Dave Willis

“Bully for Boston”

In the heart of Boston, far from the rolling hills of Kentucky or the peat fields of Scotland, Dave Willis built a whiskey operation rooted not in heritage, but in determination. His journey into distilling did not begin in a rickhouse. It began on a 150-acre working farm in Sherborn, Massachusetts, where he and his brother Will spent their childhood stacking hay bales, tending fields, and helping their parents run a family agricultural business. It was there, inside an old Prohibition-era stash of contraband spirits found in the basement, that the first spark of fascination with whiskey appeared.

Dave studied economics at Boston College, graduating in 2001. After college, he entered the finance world and later worked in corporate consulting. Despite a promising professional path, he found little satisfaction in office life. He stayed close to his brother Will, who pursued a similar corporate track after attending Haverford College. The two often talked about entrepreneurship, but their ideas never crystallized into plans until they revisited their family's farm one night in the late 2000s. The long-forgotten stash of old whiskey bottles resurfaced in conversation, and with it, a bold idea: build Boston’s first craft distillery since Prohibition.

In 2010, Dave and Will co-founded Bully Boy Distillers in Boston’s Roxbury neighborhood. Dave took on production, while Will focused more on operations and finance. The name “Bully Boy” came from the farm’s beloved workhorse, a massive draft animal that had served their great-grandfather’s dairy operation decades earlier. It symbolized strength, labor, and reliability, the attributes the Willis boys hoped to instill in their spirits.

At the start, Dave committed fully to whiskey, longer aging cycles, higher costs, and greater patience included. Unlike many young distilleries that launch with unaged vodka or rum, Bully Boy made whiskey part of its foundation from day one. Dave began distilling small batches of American Straight Whiskey, made primarily from corn, rye, and malted barley. The grains, whenever possible, came from Massachusetts farms. He ran double distillations through a combination of hybrid pot and column stills, aiming to create a local expression that leaned neither Kentucky nor Scottish, but Bostonian.

The first whiskey releases were young by industry standards, but Dave resisted shortcuts. He experimented with barrel size early on, using 53-gallon American white oak as well as smaller 25-gallon casks to understand how the maritime climate of New England affected maturation. Boston’s fluctuating humidity, cold winters, and hot but abrupt summers created unique aging conditions, certainly different from the heat-saturated rickhouses of the South. Dave leaned into that distinction rather than trying to mimic others.

In 2015, Bully Boy moved into a larger 8,000-square-foot facility on Cedric Street in Boston’s Newmarket district. The expansion gave Dave room for more whiskey barrels, hundreds stacked two and three high in the rick area of the warehouse. He soon launched Bully Boy American Straight Whiskey as a permanent core product, a blend of corn-based bourbon and rye components aged separately before marrying through a blend. Rather than position himself as a heritage revivalist, Dave adopted transparency. He openly described his grain bills, maturation timelines, and barrel strategies. His whiskey was not a throwback, it was distinctly modern, clean, and balanced with spice-forward character.

As whiskey demand grew across New England, Dave expanded his offerings. He released Bully Boy Straight Bourbon, distilled from a mash bill with over 70% corn, and aged in full-sized charred oak barrels. Next came Bully Boy Straight Rye Whiskey: spicier, drier, and sharper, intended as a cocktail workhorse for Boston’s thriving bartending scene. Dave also experimented with limited editions, including a bottled-in-bond American Straight Whiskey and a Single Barrel Series, each one labeled with individual barrel numbers and tasting notes.

While Dave ran production, his personal life remained grounded. He married his wife, Lauren, in the early 2010s. The couple later welcomed children, and despite the demands of running a distillery, Dave made a point to keep family central to his routine. He still returned often to the farm in Sherborn where his story began. His children, like him, spent time among the fields and barns that first inspired Bully Boy. F

From the basement stash on a Sherborn farm to the polished glass bottles on Boston shelves, every step of Dave Willis’s whiskey journey has been deliberate. He did not inherit a distillery; he built one. He did not replicate someone else’s tradition; he forged his own—one firmly planted in Massachusetts soil. And as his children grow up among the same barns and fields that inspired him, the story of Bully Boy whiskey becomes more than a business. It becomes a family legacy, distilled one barrel at a time.

Sources

  1. Bully Boy Distillers – Official Website: https://www.bullyboydistillers.com

  2. Boston Globe, “Brothers Bring Craft Distilling to Boston,” 2012.

  3. Whisky Advocate, “A Visit to Bully Boy Distillers,” 2018.

  4. Forbes, “Inside Boston’s First Craft Distillery,” 2019.

  5. Edible Boston, “From Farm to Flask: The Story of Bully Boy,” 2015.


Task to carry out
If a line in the data below includes the string "Reports", please return a copy of it.

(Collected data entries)
***
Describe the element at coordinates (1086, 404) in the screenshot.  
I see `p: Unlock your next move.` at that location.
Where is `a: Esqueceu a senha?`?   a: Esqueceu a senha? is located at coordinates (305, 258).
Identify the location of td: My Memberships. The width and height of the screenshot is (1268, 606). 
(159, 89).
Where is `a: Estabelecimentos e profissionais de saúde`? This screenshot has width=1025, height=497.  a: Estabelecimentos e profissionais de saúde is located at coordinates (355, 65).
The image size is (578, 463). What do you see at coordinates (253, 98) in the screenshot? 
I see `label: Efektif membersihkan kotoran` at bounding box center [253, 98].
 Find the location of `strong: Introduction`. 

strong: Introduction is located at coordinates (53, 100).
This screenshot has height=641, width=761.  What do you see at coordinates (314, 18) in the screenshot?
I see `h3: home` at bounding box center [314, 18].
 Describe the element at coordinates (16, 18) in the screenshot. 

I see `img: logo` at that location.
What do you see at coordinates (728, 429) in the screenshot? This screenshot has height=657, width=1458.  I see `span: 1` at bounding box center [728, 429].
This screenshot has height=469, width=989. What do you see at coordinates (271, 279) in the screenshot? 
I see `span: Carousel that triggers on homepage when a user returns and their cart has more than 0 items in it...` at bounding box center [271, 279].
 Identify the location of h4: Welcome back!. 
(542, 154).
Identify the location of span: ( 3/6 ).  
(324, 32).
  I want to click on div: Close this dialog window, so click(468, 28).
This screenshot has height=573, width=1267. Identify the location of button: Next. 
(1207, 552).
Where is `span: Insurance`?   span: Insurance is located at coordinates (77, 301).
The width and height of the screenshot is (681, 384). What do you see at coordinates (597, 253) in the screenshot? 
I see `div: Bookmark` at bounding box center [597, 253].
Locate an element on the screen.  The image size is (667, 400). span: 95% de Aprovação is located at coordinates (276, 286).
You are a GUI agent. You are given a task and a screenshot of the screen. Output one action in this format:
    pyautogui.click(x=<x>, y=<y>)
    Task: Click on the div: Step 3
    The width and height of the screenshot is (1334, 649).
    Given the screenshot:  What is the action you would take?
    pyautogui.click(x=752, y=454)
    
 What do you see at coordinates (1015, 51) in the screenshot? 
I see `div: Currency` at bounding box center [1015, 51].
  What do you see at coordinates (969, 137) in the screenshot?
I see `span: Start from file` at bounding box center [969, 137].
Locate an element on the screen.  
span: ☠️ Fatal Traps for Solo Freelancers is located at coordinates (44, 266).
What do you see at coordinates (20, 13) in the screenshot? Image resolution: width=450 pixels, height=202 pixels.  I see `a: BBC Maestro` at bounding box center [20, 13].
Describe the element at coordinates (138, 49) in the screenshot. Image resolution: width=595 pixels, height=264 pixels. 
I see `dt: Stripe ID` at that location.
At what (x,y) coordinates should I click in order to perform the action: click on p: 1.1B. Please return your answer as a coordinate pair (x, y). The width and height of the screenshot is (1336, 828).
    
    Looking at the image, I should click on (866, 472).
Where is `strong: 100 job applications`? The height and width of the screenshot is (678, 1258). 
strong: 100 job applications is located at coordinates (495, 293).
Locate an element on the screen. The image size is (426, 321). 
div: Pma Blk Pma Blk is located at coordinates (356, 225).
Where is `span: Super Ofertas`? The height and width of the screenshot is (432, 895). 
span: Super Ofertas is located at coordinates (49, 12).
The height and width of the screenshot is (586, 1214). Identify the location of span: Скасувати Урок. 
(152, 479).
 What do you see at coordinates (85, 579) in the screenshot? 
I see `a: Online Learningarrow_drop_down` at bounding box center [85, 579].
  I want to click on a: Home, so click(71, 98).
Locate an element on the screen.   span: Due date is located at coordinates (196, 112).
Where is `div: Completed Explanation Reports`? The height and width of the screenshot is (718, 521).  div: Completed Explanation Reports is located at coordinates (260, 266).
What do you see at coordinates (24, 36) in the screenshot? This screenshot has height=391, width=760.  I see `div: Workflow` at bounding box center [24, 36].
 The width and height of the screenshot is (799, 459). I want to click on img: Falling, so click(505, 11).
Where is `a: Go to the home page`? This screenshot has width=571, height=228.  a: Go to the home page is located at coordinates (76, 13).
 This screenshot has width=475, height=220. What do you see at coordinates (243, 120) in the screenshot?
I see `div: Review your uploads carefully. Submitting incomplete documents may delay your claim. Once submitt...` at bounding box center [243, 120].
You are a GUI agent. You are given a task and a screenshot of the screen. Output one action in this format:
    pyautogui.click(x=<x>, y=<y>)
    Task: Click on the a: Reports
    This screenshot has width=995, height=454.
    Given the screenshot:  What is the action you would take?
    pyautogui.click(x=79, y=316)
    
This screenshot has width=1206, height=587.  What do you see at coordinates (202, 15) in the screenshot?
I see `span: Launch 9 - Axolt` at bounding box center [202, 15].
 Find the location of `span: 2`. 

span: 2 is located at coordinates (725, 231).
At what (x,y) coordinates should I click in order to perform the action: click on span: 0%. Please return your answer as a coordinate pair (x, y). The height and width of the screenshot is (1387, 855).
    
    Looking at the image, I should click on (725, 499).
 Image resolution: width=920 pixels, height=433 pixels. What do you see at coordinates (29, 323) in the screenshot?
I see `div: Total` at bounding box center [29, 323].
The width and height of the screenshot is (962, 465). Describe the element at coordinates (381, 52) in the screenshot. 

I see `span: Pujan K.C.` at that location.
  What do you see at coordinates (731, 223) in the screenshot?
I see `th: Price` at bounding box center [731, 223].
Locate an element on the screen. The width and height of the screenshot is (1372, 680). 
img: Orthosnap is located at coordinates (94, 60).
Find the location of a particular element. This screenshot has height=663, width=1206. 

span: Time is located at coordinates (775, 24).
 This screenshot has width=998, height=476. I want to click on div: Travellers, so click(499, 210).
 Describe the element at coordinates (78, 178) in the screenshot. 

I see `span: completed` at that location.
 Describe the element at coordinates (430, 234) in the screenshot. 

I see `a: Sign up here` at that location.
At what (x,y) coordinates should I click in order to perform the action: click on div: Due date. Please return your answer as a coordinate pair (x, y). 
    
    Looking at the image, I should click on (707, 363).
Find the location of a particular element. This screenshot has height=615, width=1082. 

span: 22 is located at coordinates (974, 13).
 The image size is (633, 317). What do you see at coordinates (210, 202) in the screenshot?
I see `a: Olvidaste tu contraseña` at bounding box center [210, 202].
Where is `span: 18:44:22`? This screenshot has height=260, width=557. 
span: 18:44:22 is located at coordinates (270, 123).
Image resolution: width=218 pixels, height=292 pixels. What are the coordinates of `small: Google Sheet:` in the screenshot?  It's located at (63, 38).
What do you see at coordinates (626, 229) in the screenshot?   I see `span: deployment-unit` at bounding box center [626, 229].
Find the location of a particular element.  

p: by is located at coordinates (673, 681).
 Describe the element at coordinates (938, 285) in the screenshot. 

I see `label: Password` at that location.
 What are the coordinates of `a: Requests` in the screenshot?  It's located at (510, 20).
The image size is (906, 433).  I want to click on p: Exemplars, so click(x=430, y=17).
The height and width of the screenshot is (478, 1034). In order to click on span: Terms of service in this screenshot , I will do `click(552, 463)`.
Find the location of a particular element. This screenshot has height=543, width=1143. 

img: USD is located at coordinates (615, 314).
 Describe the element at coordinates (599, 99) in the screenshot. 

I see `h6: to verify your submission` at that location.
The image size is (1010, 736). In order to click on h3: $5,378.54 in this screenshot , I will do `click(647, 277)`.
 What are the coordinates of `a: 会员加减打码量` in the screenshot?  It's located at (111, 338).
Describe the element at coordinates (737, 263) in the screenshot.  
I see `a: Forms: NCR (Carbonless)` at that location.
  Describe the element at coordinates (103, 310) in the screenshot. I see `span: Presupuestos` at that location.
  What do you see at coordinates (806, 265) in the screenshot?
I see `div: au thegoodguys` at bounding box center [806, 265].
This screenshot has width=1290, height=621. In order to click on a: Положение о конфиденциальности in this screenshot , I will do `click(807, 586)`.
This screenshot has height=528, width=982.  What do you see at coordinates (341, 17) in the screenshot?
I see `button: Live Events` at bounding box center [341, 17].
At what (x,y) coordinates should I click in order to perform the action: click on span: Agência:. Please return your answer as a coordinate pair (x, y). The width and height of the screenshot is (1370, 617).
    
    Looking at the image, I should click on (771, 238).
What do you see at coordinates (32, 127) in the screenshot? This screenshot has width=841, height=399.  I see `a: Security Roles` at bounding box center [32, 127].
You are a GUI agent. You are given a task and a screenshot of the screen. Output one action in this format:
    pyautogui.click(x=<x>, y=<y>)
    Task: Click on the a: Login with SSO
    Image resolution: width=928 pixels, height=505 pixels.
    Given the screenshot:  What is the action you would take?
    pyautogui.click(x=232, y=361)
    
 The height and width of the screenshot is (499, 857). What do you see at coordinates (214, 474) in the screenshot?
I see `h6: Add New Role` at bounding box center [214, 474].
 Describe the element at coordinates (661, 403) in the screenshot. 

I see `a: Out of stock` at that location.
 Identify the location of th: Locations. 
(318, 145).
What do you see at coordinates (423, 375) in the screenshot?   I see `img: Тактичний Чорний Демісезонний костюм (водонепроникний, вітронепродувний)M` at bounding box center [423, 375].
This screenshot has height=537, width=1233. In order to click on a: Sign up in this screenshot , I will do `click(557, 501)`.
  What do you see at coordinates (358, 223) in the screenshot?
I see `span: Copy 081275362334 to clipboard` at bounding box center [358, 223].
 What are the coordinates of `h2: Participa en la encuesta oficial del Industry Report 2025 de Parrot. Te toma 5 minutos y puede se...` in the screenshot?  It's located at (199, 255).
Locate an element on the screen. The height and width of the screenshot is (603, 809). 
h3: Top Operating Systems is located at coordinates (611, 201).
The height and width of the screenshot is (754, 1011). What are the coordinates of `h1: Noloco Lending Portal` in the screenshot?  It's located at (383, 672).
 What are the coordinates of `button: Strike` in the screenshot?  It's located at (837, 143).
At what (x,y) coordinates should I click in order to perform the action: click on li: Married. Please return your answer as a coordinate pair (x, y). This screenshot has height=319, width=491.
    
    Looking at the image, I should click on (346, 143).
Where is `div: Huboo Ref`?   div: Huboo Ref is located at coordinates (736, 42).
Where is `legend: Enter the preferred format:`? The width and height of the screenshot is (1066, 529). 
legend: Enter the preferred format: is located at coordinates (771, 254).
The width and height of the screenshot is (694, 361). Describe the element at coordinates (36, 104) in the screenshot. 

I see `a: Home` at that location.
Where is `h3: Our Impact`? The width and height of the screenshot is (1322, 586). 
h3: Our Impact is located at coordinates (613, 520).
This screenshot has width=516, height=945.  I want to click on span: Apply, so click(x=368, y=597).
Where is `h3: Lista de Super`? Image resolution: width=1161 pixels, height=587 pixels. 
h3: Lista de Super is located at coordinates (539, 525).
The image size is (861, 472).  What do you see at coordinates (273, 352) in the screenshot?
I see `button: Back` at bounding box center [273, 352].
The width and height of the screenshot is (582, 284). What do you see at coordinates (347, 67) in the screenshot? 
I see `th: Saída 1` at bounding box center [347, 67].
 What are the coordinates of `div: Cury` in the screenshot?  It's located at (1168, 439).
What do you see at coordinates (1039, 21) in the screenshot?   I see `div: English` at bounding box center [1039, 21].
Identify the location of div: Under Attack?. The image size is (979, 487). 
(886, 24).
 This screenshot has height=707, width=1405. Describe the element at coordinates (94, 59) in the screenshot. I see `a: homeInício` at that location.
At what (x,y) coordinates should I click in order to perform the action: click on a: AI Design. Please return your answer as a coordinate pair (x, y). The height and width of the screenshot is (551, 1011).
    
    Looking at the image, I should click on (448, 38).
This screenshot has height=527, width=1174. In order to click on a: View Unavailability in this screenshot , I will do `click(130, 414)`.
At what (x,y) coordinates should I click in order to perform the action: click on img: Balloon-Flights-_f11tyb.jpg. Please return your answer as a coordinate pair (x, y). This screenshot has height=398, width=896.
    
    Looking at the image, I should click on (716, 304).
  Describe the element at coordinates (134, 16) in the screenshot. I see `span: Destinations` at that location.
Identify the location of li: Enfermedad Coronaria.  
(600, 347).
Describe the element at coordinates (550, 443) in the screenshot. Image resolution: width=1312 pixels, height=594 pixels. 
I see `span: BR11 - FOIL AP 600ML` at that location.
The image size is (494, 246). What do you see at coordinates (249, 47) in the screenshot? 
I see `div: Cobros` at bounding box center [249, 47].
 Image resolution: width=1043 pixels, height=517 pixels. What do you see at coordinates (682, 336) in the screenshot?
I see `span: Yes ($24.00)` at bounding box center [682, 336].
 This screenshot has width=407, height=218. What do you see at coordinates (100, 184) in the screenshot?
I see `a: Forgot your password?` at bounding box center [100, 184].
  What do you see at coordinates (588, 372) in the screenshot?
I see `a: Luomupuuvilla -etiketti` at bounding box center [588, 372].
***
Reply to the exercise
Where is `div: Completed Explanation Reports`? The height and width of the screenshot is (718, 521).  div: Completed Explanation Reports is located at coordinates (260, 266).
    Task: Click on the a: Reports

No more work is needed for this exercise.